Now take the Cubs. They were deep. They were so very deep. And maybe that’s the problem, which is a strange thing to type. They wouldn’t make one of their aces pitch on short rest, certainly not twice in the same series. Why would they? They had three aces. Let them both pitch twice on regular rest if needed, and that fulcrum game could go to the fourth guy, big deal.
But the fourth guy, John Lackey, hasn’t been very effective all postseason, possibly because he’s an old-timer and baseball seasons are very, very long. Once the Indians stole a non-Kluber game, it was probably time for the Cubs to start thinking about their short-rest permutations, because that was the biggest sign of trouble. There were always going to be three Kluber games, and once the Indians snuck away with the Tomlin game, that was when the Cubs might have explored some contingency plans.

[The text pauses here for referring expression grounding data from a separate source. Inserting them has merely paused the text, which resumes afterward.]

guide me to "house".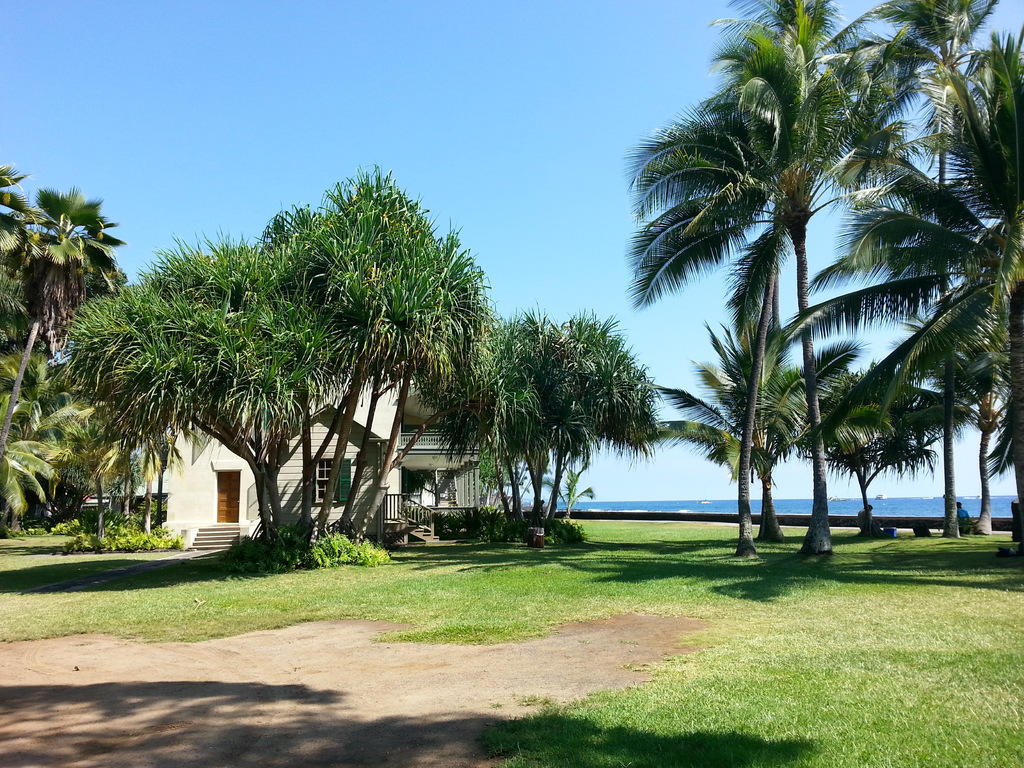
Guidance: [x1=161, y1=403, x2=408, y2=554].
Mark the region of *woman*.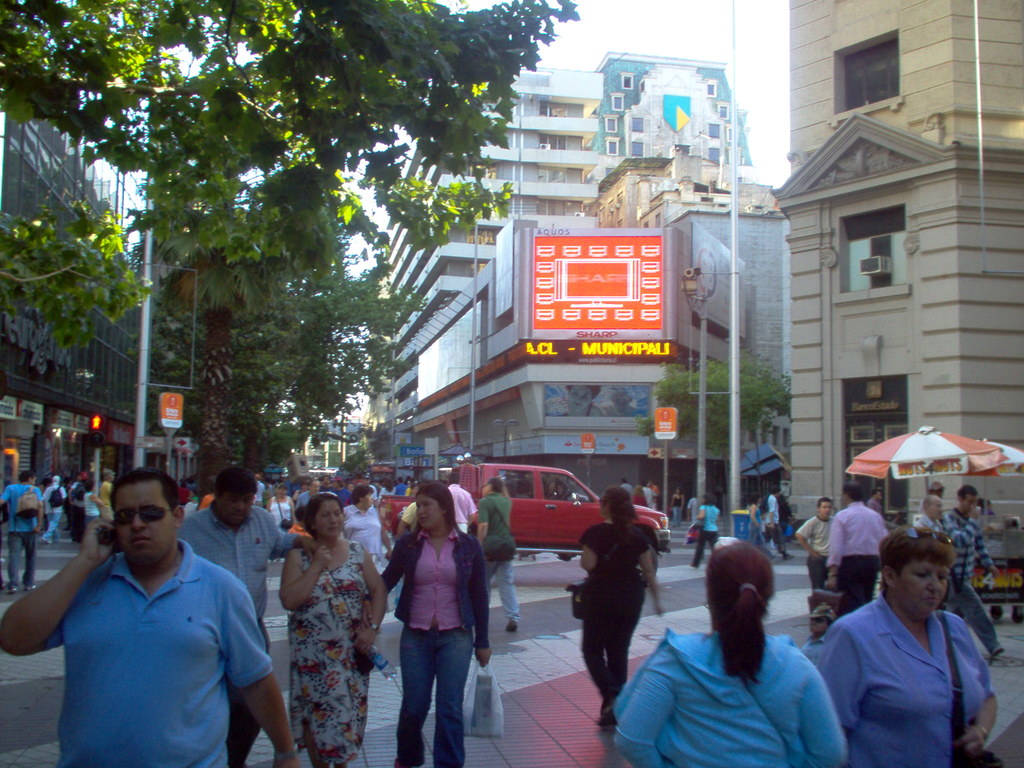
Region: 582 486 666 728.
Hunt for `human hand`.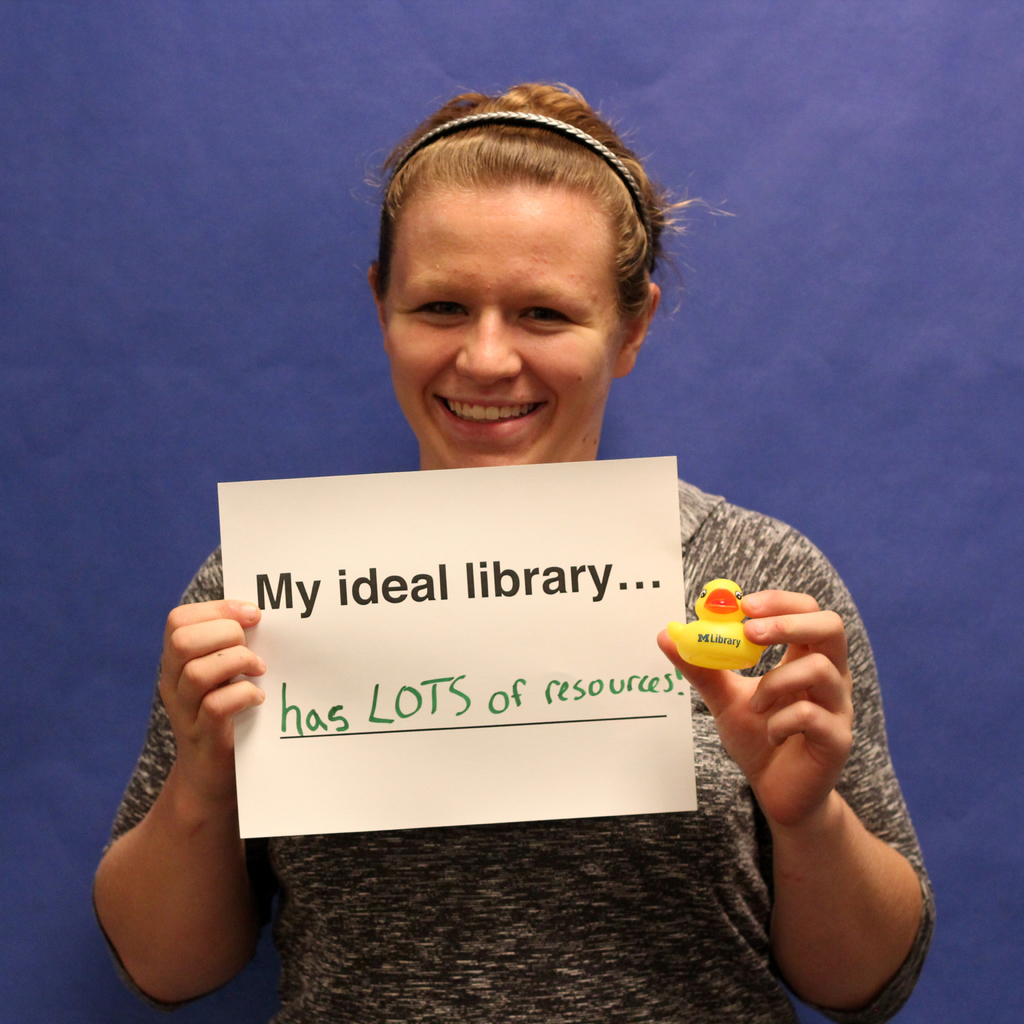
Hunted down at rect(154, 594, 271, 799).
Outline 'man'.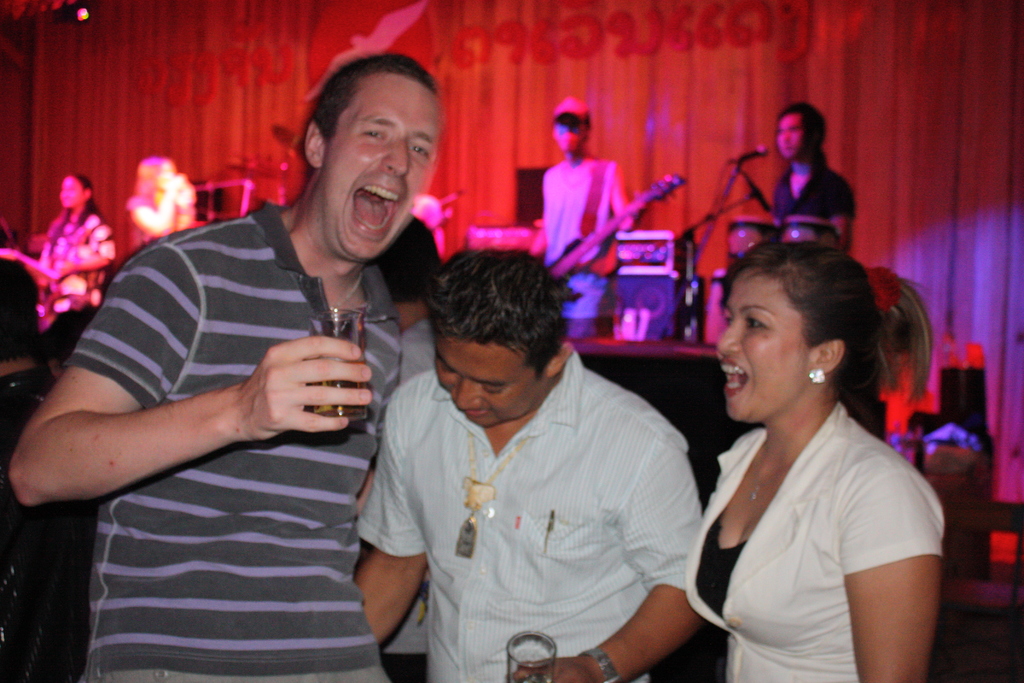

Instead, it’s been business as usual. And that goes for the Cubs bullpen, too. Whereas the first pitchers out of the Indians’ bullpen are usually Andrew Miller and his cousin Andrew Miller, the Cubs have hardly used their three best relievers. Hector Rondon, Pedro Strop, and Aroldis Chapman have combined to throw four innings in four World Series games. About 1⅔ of those innings were classic high-leverage innings (with the Cubs down 1-0).
In a high-leverage situation in Game 4, the Cubs went to Justin Grimm, Mike Montgomery, and Travis Wood. All of whom have their talents and uses, for sure. But when the Cubs were in that bunker, staring at that whiteboard, it read, "Everything looks pretty good from here," and maybe that’s why we’re not seeing Chapman in the fifth inning. Or why the displaced closer isn’t occupying the same role as Andrew Miller, overqualified setup man. Or why Jon Lester wasn’t pitching against Kluber the whole time.
I’ve walked out of a lot of baseball games, important games, awful games, the sour farts disguised as baseball games that sneak up on you and chloroform you with a rag that also smells like ... that. And the cattle crush at the end is usually filled with despair or anger, or both mixed together in an unholy Smucker’s Goober hybrid.
That’s not what happened in Wrigley at the end with this one. Maybe I’m reading the room wrong, but for every absolutely distraught fan, there were a dozen who were wistful. Not resigned, that’s too passive. They weren't under the influence of fatalism, because that’s a cliché at this point. But they were wistful.
And as they all bled into the surrounding blocks, they merged with the exponentially drunker Halloween parties, and suddenly all the wistful, contemplative Cubs fans were mixing with drunk, half-assed Ken Bones. There were more audible sirens on the walk home than there were after Game 3, which is a detail that’s both anecdotal and reductive, but it’s what I heard. Godspeed, everyone.
The reality is that the Cubs will have Jon Lester, Jake Arrieta, and Kyle Hendricks pitch on regular rest if they need to. And they’ll have the defense and powerful young core backing them up, with a bullpen that features three pitchers who are probably as good or better than the closer for your team.
But the Indians are here, one win away from a title, because they had to make do with what they had. Turns out that might have been the absolute best thing they could have ever done.